## TASK DIRECTIONS
Your task is to copy the lines of the data below from the line holding "click on Your" through the line holding "The width and height of the screenshot is (1649, 928).", inclusive, exactly and with nothing added.

*** Block opens ***

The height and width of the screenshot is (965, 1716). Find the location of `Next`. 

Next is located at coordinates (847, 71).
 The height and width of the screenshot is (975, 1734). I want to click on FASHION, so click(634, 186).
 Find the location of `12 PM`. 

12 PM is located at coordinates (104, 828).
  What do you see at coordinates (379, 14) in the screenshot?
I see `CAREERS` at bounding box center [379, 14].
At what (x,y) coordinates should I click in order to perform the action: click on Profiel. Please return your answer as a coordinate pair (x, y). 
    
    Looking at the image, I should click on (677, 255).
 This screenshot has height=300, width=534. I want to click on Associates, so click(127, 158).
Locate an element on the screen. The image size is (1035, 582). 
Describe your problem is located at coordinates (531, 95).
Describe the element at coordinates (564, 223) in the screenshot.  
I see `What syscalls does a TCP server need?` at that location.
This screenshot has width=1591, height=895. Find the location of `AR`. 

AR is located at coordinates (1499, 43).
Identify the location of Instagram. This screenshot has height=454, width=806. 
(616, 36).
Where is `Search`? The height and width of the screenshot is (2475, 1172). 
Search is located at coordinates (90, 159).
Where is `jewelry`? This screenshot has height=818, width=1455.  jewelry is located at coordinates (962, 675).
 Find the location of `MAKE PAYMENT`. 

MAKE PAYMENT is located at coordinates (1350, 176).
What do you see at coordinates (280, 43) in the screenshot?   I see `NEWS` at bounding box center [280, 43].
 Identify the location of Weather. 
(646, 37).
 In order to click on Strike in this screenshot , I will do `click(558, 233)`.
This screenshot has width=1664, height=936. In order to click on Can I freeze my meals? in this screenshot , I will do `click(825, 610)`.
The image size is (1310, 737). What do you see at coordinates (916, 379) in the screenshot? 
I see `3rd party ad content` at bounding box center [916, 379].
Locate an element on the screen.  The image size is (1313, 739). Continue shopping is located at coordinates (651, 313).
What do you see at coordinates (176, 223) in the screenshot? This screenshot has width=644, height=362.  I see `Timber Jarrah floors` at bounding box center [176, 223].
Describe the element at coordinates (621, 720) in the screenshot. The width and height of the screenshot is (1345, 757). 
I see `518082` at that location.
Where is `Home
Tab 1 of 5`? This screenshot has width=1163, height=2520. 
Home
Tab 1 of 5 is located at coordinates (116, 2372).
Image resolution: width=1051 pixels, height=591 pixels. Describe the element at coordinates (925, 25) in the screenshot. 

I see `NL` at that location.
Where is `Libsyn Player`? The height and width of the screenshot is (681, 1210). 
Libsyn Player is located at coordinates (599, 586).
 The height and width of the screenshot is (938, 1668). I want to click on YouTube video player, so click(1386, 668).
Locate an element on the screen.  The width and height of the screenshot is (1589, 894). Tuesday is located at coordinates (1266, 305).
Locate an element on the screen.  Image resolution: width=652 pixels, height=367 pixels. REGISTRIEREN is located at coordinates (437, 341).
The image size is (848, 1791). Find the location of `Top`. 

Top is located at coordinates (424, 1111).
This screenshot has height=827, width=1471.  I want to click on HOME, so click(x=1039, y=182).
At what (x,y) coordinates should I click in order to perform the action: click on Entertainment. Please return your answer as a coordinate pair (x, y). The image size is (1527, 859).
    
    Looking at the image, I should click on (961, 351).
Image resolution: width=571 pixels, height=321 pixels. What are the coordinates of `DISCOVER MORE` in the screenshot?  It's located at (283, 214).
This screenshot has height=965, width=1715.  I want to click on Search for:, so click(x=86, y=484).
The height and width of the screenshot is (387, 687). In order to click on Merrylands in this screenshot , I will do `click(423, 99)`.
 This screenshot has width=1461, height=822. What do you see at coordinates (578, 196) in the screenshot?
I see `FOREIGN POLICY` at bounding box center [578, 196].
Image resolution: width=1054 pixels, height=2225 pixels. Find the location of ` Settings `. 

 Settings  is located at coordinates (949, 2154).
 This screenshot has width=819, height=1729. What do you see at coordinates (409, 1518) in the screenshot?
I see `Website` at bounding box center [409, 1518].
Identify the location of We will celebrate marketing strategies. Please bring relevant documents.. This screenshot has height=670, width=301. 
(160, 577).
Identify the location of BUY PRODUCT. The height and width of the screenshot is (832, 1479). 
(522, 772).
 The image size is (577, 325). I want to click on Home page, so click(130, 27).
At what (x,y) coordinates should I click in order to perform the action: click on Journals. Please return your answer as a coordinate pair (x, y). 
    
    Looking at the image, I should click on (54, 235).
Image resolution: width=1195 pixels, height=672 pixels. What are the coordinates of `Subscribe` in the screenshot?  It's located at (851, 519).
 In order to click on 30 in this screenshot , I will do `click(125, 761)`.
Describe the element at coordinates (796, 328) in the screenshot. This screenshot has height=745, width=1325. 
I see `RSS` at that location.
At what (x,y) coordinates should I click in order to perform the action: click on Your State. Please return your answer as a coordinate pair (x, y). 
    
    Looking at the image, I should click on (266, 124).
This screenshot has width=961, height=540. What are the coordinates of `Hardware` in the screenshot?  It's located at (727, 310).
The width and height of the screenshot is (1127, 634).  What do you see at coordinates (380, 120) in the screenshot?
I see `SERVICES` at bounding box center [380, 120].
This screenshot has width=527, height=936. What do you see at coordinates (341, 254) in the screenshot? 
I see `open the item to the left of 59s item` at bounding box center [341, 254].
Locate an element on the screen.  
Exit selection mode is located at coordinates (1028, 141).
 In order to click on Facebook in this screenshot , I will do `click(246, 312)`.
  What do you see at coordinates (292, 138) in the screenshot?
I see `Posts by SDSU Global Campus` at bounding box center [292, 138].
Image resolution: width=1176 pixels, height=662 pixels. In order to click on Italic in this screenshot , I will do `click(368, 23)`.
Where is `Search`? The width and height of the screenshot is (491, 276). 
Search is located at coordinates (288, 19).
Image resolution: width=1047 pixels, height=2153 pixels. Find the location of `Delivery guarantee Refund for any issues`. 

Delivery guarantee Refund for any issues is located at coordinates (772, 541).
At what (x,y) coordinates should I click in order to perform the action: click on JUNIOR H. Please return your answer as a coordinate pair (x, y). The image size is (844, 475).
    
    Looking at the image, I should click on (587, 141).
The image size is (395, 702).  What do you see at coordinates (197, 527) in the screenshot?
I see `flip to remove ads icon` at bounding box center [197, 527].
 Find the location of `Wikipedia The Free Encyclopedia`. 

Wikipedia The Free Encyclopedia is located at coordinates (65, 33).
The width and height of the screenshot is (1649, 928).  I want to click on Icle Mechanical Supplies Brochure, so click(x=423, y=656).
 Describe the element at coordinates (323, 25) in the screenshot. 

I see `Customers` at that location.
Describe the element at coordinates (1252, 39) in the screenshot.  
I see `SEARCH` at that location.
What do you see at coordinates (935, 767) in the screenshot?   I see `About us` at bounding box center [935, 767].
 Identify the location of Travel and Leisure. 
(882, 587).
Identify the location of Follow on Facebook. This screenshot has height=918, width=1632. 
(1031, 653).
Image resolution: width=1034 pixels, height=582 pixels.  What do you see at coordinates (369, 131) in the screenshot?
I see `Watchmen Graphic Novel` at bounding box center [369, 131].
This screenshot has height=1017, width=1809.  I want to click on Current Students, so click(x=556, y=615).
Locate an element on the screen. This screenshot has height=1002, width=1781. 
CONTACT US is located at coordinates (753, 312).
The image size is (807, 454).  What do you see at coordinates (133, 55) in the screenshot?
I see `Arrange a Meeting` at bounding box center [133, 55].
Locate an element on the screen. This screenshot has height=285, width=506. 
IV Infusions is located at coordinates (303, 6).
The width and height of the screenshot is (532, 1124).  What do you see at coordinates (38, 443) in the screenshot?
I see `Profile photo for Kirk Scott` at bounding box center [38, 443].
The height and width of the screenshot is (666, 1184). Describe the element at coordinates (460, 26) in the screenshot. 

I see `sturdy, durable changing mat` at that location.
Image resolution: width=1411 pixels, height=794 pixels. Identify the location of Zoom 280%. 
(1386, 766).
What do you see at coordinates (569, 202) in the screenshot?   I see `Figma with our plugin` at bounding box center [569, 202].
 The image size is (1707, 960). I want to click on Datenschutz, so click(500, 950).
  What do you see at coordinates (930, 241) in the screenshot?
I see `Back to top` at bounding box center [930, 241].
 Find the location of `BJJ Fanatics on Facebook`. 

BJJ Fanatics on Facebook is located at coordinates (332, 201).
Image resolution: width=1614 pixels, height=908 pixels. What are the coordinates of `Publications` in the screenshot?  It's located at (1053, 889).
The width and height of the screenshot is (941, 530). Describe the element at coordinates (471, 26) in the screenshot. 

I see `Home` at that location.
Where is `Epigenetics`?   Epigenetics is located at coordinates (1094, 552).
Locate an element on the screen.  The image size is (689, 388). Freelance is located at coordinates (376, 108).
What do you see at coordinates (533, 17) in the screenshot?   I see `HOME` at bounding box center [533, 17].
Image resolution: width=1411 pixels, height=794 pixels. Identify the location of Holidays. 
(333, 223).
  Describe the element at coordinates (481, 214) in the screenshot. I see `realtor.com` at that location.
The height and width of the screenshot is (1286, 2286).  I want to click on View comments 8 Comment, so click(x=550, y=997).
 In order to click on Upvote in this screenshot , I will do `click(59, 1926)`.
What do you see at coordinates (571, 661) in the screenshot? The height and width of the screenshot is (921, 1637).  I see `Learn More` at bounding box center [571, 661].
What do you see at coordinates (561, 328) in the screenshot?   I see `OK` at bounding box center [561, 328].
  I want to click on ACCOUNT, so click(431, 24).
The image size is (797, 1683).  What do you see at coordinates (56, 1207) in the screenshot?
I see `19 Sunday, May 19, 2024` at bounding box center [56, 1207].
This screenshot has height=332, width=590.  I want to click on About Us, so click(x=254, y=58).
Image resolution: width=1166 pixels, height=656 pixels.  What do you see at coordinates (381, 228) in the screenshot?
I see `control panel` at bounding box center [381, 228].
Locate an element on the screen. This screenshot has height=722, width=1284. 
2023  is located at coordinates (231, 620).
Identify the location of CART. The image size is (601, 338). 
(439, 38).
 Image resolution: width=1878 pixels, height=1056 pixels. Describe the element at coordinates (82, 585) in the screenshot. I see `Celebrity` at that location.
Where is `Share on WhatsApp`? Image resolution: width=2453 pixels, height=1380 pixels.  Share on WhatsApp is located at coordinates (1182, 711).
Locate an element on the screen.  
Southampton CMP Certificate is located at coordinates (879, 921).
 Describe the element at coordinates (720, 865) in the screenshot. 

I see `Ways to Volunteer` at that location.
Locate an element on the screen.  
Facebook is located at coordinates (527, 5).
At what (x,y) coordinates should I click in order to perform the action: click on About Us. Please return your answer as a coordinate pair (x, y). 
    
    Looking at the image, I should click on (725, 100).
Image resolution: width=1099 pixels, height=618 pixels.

*** Block closes ***

## SOLUTION TO THIS EXERCISE
At what (x,y) coordinates should I click in order to perform the action: click on Your State. Please return your answer as a coordinate pair (x, y). 
    
    Looking at the image, I should click on (266, 124).
This screenshot has width=961, height=540. What are the coordinates of `Hardware` in the screenshot?  It's located at (727, 310).
The width and height of the screenshot is (1127, 634).  What do you see at coordinates (380, 120) in the screenshot?
I see `SERVICES` at bounding box center [380, 120].
This screenshot has width=527, height=936. What do you see at coordinates (341, 254) in the screenshot? 
I see `open the item to the left of 59s item` at bounding box center [341, 254].
Locate an element on the screen.  
Exit selection mode is located at coordinates (1028, 141).
 In order to click on Facebook in this screenshot , I will do `click(246, 312)`.
  What do you see at coordinates (292, 138) in the screenshot?
I see `Posts by SDSU Global Campus` at bounding box center [292, 138].
Image resolution: width=1176 pixels, height=662 pixels. In order to click on Italic in this screenshot , I will do `click(368, 23)`.
Where is `Search`? The width and height of the screenshot is (491, 276). 
Search is located at coordinates (288, 19).
Image resolution: width=1047 pixels, height=2153 pixels. Find the location of `Delivery guarantee Refund for any issues`. 

Delivery guarantee Refund for any issues is located at coordinates (772, 541).
At what (x,y) coordinates should I click in order to perform the action: click on JUNIOR H. Please return your answer as a coordinate pair (x, y). The image size is (844, 475).
    
    Looking at the image, I should click on (587, 141).
The image size is (395, 702).  What do you see at coordinates (197, 527) in the screenshot?
I see `flip to remove ads icon` at bounding box center [197, 527].
 Find the location of `Wikipedia The Free Encyclopedia`. 

Wikipedia The Free Encyclopedia is located at coordinates (65, 33).
The width and height of the screenshot is (1649, 928).  I want to click on Icle Mechanical Supplies Brochure, so click(x=423, y=656).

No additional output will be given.